Hybrid search is the secret sauce for getting the best of both worlds in information retrieval, and LangChain makes it surprisingly straightforward to implement.
Let’s see it in action. Imagine you have a collection of documents and you want to find the most relevant ones for a query. Instead of relying on just keyword matching (like BM25) or just understanding the meaning of words (semantic search), hybrid search does both.
Here’s a simplified setup:
from langchain_community.vectorstores import Chroma
from langchain_community.embeddings import OpenAIEmbeddings
from langchain_core.runnables import RunnablePassthrough
from langchain_core.prompts import ChatPromptTemplate
from langchain_openai import ChatOpenAI
from langchain.retrievers import BM25Retriever
# Assume documents are already loaded and split into chunks
# For demonstration, let's create dummy documents
documents = [
"The quick brown fox jumps over the lazy dog.",
"A fast, agile fox leaps across a sleepy canine.",
"Natural language processing is a subfield of artificial intelligence.",
"Machine learning algorithms are used in NLP.",
"The lazy dog slept soundly in the sun.",
]
# 1. Set up Semantic Search (Vector Store)
embeddings = OpenAIEmbeddings()
vectorstore = Chroma.from_texts(documents, embeddings)
retriever_semantic = vectorstore.as_retriever(search_kwargs={"k": 3})
# 2. Set up BM25 Search
retriever_bm25 = BM25Retriever.from_documents(
[Document(page_content=doc) for doc in documents] # BM25Retriever expects Document objects
)
retriever_bm25.k = 3
# 3. Combine the retrievers
from langchain.retrievers import EnsembleRetriever
ensemble_retriever = EnsembleRetriever(
retrievers=[retriever_semantic, retriever_bm25],
weights=[0.5, 0.5] # Equal weight for both
)
# 4. Set up a simple chain to use the retriever
prompt = ChatPromptTemplate.from_template(
"Answer the question based on the following context:\n\n{context}\n\nQuestion: {question}"
)
model = ChatOpenAI()
def format_docs(docs):
return "\n\n".join(doc.page_content for doc in docs)
chain = (
{"context": ensemble_retriever | RunnablePassthrough() | format_docs, "question": RunnablePassthrough()}
| prompt
| model
)
# Example Query
query = "What animal is fast?"
response = chain.invoke(query)
print(response.content)
This code demonstrates the core idea: you create two independent retrievers – one for semantic similarity and one for keyword relevance – and then combine their results. The EnsembleRetriever is the key component here, allowing you to specify weights for each retriever, effectively controlling how much influence each type of search has on the final output.
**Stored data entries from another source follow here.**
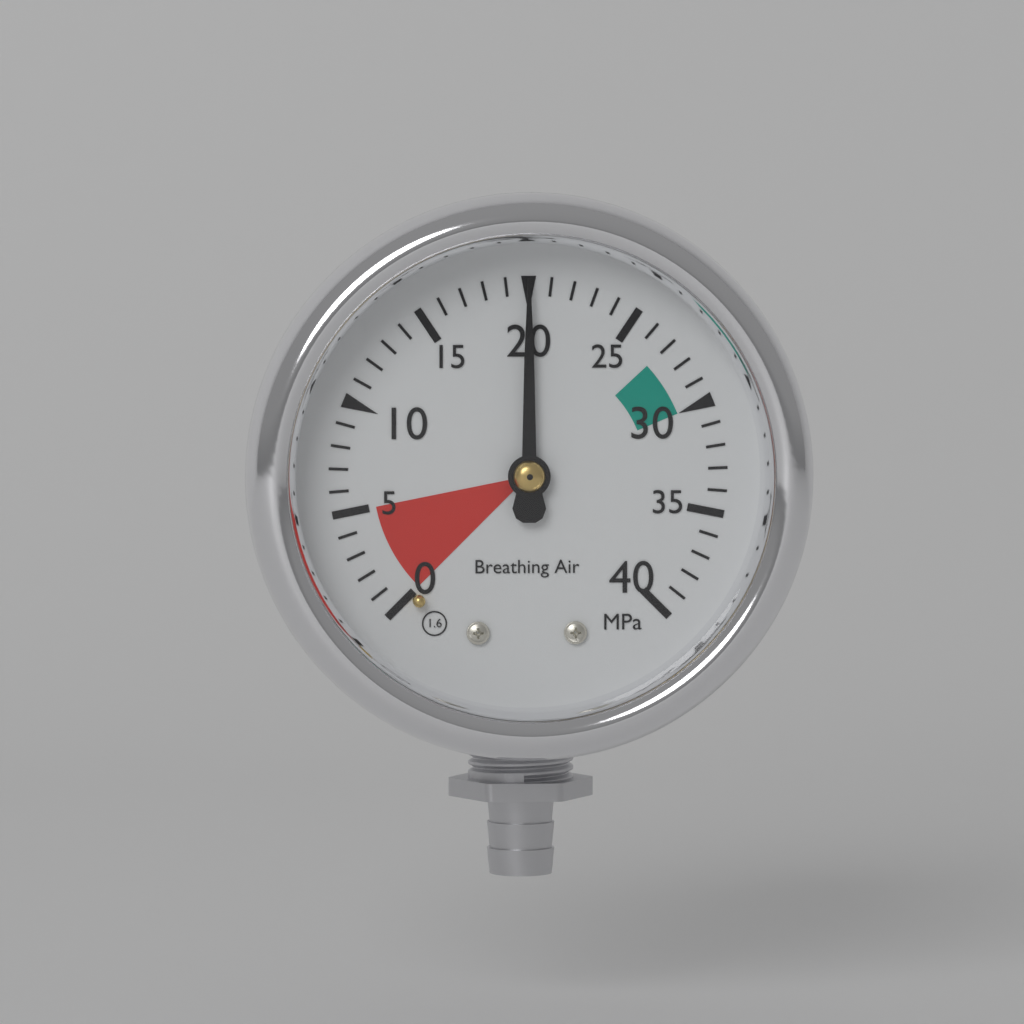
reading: 20 MPa
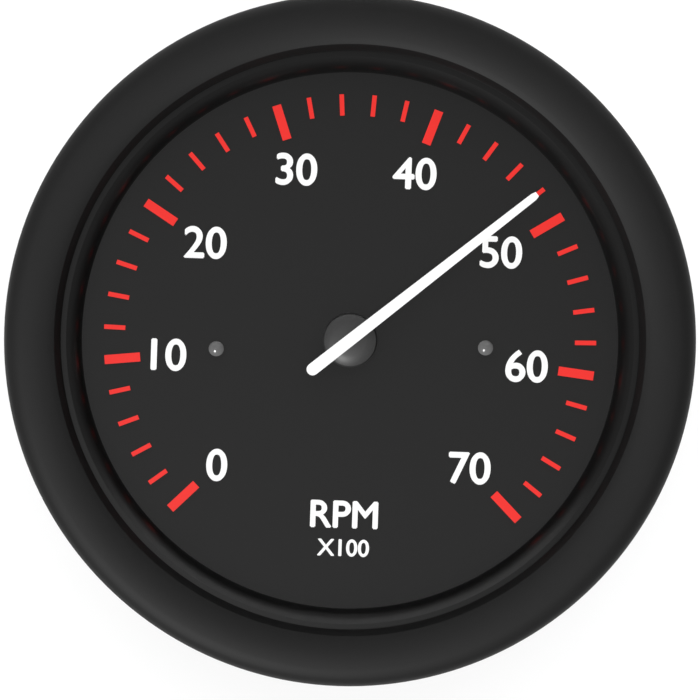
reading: 48 RPM x100
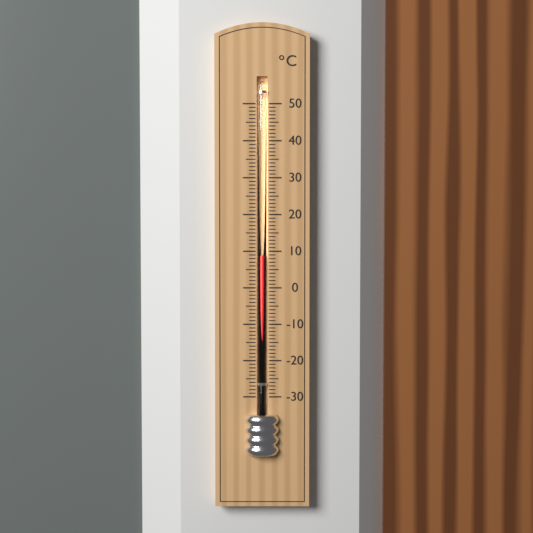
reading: 9 °C
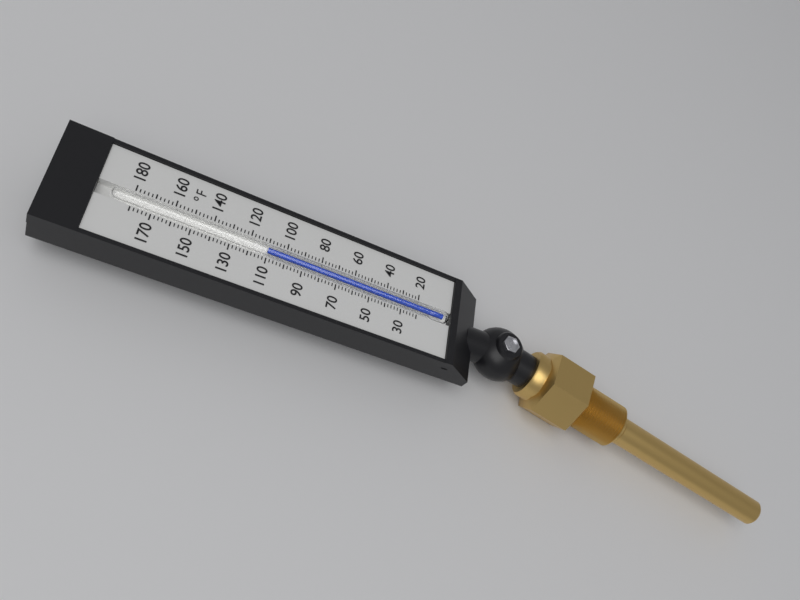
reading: 110 °F
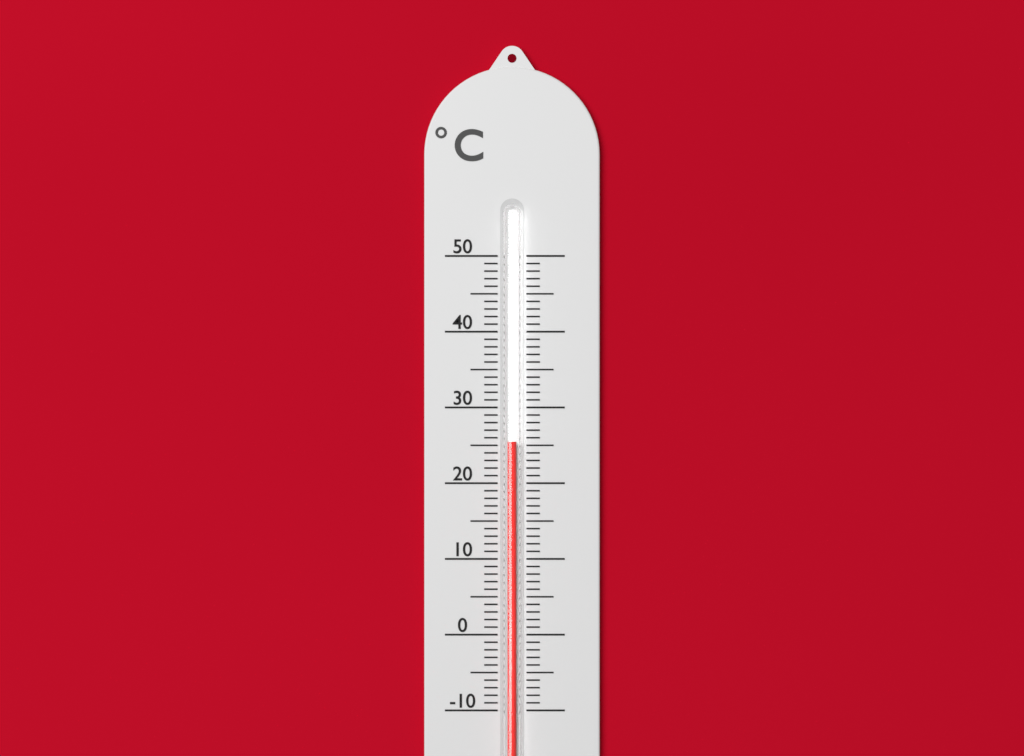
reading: 25.5 °C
The problem hybrid search solves is the inherent limitation of each individual search method. Pure semantic search can sometimes miss highly specific keywords or jargon that aren’t well-represented in its embeddings. Conversely, pure keyword search (like BM25) can be very brittle; if a user’s query doesn’t use the exact keywords present in the document, even if the meaning is identical, the document might not be retrieved. Hybrid search bridges this gap by leveraging both approaches. The semantic search finds documents that are conceptually similar, while BM25 ensures that documents containing the precise terms are also considered.
Internally, when you query the ensemble_retriever, it sends the query to both the semantic retriever and the BM25 retriever. Each retriever returns its top-k results. The EnsembleRetriever then merges these results, re-ranking them based on the specified weights. For instance, with weights [0.5, 0.5], it might take the top results from each, score them based on a combined relevance score derived from their original scores and the weights, and then present the top N unique results. The weights parameter is your primary lever; adjusting it allows you to tune the balance. A higher weight for the semantic retriever will prioritize conceptual relevance, while a higher weight for BM25 will prioritize exact keyword matches.
Here’s a less obvious but mechanically crucial point: the BM25Retriever in LangChain, by default, expects Document objects, not plain strings. If you’re creating it from a list of strings, you need to wrap each string in a Document object, as shown in the example with [Document(page_content=doc) for doc in documents]. Failure to do this will result in a TypeError because the internal scoring mechanisms of BM25 rely on attributes of the Document object.
The next logical step is exploring more advanced ensemble strategies beyond simple weighted averaging, such as using different search_kwargs for each retriever or implementing custom re-ranking logic.